The Obama crowd is hung up on the same issues that the Bush crew was hung up on last September: Which of the potentially $2 or $3 trillion in toxic assets will the taxpayers buy and what will we pay for them?


Despite the touting, the Treasury chief unveiled a plan short on illumination, recrimination, fine points and foreclosure closure. The Dow collapsed on its fainting couch as Sports Illustrated swimsuit models rang the closing bell.


It wasn’t only that Geithner’s own tax history — and his time as head of the New York Fed when all the bad stuff was happening on Wall Street, and when he left with nearly a half-million in severance — makes him a dubious messenger for the president’s pledge to keep the haves from further betraying the have-nots.


It wasn’t only that Americans’ already threadbare trust has been ripped by Hank Paulson’s mumbo-jumbo and the Democrats’ bad judgment in accessorizing the stimulus bill with Grammy-level “bling, bling,” as the R.N.C. chairman, Michael Steele, called it.


The problem is that the “lost faith” that Geithner talked about in his announcement Tuesday cannot be restored as long as the taxpayers who are funding these wayward banks don’t have more control.


Geithner is not even requiring the banks to lend in return for the $2 trillion his program will try to marshal, mostly by having the Fed print money out of thin air, thereby diluting our money, or borrowing more from China. (When, exactly, can China foreclose on us and start sending us toxic toys again?)


There’s a weaselly feel to the plan, a sense that tough decisions were postponed even as President Obama warns about our “perfect storm of financial problems.” The outrage is going only one way, as we pony up trillion after trillion.

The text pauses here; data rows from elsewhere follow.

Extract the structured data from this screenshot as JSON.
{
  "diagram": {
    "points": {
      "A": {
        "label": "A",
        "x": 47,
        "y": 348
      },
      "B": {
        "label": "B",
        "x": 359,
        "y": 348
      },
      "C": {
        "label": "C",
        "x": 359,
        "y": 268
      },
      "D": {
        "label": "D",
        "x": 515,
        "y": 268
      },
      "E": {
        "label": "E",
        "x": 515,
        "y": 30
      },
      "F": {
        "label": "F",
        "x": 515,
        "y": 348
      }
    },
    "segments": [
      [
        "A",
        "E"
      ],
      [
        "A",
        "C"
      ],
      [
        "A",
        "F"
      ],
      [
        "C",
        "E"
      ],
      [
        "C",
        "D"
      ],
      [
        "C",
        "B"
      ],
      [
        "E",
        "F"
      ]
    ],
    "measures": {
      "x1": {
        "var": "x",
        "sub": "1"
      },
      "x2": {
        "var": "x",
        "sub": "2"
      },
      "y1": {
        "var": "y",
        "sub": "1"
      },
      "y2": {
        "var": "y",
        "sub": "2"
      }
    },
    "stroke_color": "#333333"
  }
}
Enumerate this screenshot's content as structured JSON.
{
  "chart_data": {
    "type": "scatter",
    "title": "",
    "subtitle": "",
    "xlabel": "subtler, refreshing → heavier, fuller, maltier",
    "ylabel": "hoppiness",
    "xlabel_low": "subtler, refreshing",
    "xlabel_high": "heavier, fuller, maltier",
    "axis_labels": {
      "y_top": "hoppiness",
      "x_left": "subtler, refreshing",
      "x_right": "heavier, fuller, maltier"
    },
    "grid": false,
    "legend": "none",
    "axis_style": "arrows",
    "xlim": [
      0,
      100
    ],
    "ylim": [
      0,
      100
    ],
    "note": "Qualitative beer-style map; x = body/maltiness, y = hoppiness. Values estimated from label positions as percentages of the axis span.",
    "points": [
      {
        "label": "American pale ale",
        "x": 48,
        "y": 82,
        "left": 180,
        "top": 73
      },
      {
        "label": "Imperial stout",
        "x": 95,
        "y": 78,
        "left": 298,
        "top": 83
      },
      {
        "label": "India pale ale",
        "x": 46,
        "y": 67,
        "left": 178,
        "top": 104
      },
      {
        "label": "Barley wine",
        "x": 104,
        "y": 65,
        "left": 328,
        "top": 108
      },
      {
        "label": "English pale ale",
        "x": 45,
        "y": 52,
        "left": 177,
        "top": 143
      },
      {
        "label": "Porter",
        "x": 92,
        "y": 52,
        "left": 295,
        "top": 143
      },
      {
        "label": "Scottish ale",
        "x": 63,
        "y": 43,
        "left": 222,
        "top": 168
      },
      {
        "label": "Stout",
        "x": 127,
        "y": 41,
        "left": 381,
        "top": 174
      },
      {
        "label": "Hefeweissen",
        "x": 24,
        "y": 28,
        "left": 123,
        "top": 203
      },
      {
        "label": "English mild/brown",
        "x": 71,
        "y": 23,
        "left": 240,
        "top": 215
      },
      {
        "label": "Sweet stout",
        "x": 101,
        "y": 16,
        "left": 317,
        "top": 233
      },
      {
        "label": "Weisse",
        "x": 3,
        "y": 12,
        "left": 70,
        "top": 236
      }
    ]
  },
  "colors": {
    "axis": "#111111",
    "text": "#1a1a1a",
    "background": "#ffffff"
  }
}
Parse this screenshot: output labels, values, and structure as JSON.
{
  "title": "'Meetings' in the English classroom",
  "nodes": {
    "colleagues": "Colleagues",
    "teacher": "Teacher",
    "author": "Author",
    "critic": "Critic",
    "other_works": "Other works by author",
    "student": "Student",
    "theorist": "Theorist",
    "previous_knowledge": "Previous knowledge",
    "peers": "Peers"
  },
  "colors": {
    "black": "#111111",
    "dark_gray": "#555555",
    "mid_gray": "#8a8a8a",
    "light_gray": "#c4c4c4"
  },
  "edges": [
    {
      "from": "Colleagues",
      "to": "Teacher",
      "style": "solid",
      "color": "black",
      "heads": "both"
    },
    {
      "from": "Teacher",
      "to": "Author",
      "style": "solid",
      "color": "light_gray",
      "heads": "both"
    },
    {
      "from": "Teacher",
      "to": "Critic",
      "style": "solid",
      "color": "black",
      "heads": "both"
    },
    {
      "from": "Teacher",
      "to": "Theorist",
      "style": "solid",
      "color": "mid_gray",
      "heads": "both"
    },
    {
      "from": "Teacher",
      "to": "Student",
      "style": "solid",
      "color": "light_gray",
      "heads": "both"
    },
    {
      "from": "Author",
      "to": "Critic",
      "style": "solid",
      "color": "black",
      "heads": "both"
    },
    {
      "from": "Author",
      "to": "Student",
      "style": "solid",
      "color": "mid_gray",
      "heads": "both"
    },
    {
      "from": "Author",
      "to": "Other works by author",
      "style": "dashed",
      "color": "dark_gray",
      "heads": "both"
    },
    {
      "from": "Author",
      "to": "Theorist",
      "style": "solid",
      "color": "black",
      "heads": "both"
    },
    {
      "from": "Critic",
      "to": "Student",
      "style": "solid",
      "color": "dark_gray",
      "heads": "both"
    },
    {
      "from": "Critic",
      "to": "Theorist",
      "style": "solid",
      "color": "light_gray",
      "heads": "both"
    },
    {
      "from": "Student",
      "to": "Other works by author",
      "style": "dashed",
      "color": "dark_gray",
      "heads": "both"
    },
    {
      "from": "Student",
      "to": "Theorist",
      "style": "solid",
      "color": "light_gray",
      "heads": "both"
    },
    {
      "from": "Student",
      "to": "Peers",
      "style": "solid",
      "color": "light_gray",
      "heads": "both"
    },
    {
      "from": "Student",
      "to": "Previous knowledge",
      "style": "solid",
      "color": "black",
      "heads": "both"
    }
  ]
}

Geithner is coddling the banks, setting it up so that either we’ll have to pay the banks inflated prices for poison assets or subsidize investors to pay the banks for poison assets.


As Steve Labaton and Ed Andrews wrote in The Times on Tuesday, Geithner won an internal battle with David Axelrod and other Obama aides who wanted to impose pay caps on every employee at institutions taking the bailout and set stricter guidelines on how federal money is spent. Geithner prevailed over those who wanted to kick out negligent bank executives and wipe out shareholders at institutions receiving aid.

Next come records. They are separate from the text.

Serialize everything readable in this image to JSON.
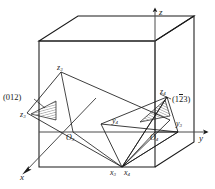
{
  "figure": {
    "kind": "crystallographic-miller-index-diagram",
    "background_color": "#ffffff",
    "line_color": "#1a1a1a",
    "hatch_color": "#1a1a1a"
  },
  "axes": [
    {
      "id": "z",
      "label": "z",
      "arrow": "up"
    },
    {
      "id": "y",
      "label": "y",
      "arrow": "right"
    },
    {
      "id": "x",
      "label": "x",
      "arrow": "down-left"
    }
  ],
  "origins": [
    {
      "id": "O3",
      "base": "O",
      "sub": "3"
    },
    {
      "id": "O4",
      "base": "O",
      "sub": "4"
    }
  ],
  "intercepts": [
    {
      "id": "z3",
      "base": "z",
      "sub": "3"
    },
    {
      "id": "z3b",
      "base": "z",
      "sub": "3"
    },
    {
      "id": "y3",
      "base": "y",
      "sub": "3"
    },
    {
      "id": "x3",
      "base": "x",
      "sub": "3"
    },
    {
      "id": "z4",
      "base": "z",
      "sub": "4"
    },
    {
      "id": "y4",
      "base": "y",
      "sub": "4"
    },
    {
      "id": "x4",
      "base": "x",
      "sub": "4"
    }
  ],
  "plane_labels": [
    {
      "id": "plane-012",
      "open": "(",
      "digits": [
        {
          "value": "0",
          "bar": false
        },
        {
          "value": "1",
          "bar": false
        },
        {
          "value": "2",
          "bar": false
        }
      ],
      "close": ")",
      "text": "(012)"
    },
    {
      "id": "plane-1-2-3",
      "open": "(",
      "digits": [
        {
          "value": "1",
          "bar": false
        },
        {
          "value": "2",
          "bar": true
        },
        {
          "value": "3",
          "bar": false
        }
      ],
      "close": ")",
      "text": "(123)"
    }
  ]
}
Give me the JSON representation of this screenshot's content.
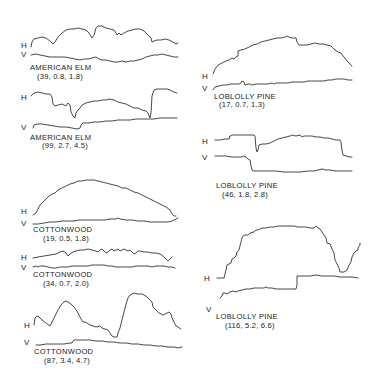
{
  "figure": {
    "axis_labels": {
      "horizontal": "H",
      "vertical": "V"
    },
    "panels": [
      {
        "id": "elm-1",
        "species": "AMERICAN ELM",
        "values": "(39, 0.8, 1.8)"
      },
      {
        "id": "elm-2",
        "species": "AMERICAN ELM",
        "values": "(99, 2.7, 4.5)"
      },
      {
        "id": "cottonwood-1",
        "species": "COTTONWOOD",
        "values": "(19, 0.5, 1.8)"
      },
      {
        "id": "cottonwood-2",
        "species": "COTTONWOOD",
        "values": "(34, 0.7, 2.0)"
      },
      {
        "id": "cottonwood-3",
        "species": "COTTONWOOD",
        "values": "(87, 3.4, 4.7)"
      },
      {
        "id": "pine-1",
        "species": "LOBLOLLY  PINE",
        "values": "(17, 0.7, 1.3)"
      },
      {
        "id": "pine-2",
        "species": "LOBLOLLY  PINE",
        "values": "(46, 1.8, 2.8)"
      },
      {
        "id": "pine-3",
        "species": "LOBLOLLY  PINE",
        "values": "(116, 5.2, 6.6)"
      }
    ]
  }
}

In a move that would have made his mentor, Robert Rubin, proud, Geithner beat back the populists and protected the economic royalists. The new plan offers insufficient meddling with Wall Street, even though Wall Street shows no sign that the hardscrabble economy has pierced its Hermès-swathed world.


Wells Fargo, for instance, which has leeched $25 billion in bailout money, bought an inadvertently hilarious full-page ad in The Times to whinge about the junkets to Las Vegas and elsewhere it was forced to cancel because of public outrage. (The ad in The Times on Sunday could have cost up to $200,000, which may count as a bailout for our industry.)


“Okay, time out. Something doesn’t feel right,” John Stumpf, the president and chief executive of Wells Fargo wrote in an open letter defending their two decades of four-day employee recognition “events.” Calling them junkets or boondoggles is “nonsense,” he protested, adding about his employees: “This recognition energizes them.”


In this economy, simply having a job should energize them.


Geithner is wrong. The pay of all the employees in bailed-out banks, not just top executives, should be capped. And these impervious, imperial suits who squander taxpayers’ money after dragging the country over the cliff should all be fired — preferably when they come to D.C. on Wednesday in a phony show of populism on Amtrak and the shuttle to testify before Barney Frank.


Wall Street cannot be trusted to change its culture. Just look at the full-page ads that Bank of America (which got $45 billion) and Citigroup (which got $50 billion) are plastering in newspapers, lavishing taxpayer money on preening prose.


We don’t want our money spent, as Citigroup did, to pat itself on the back “as we navigate the complexities together.” Bank of America cannot get back our trust by spending more of our cash to assure us that it’s “getting to work” on getting back our trust.


Just get back to work and start repaying us.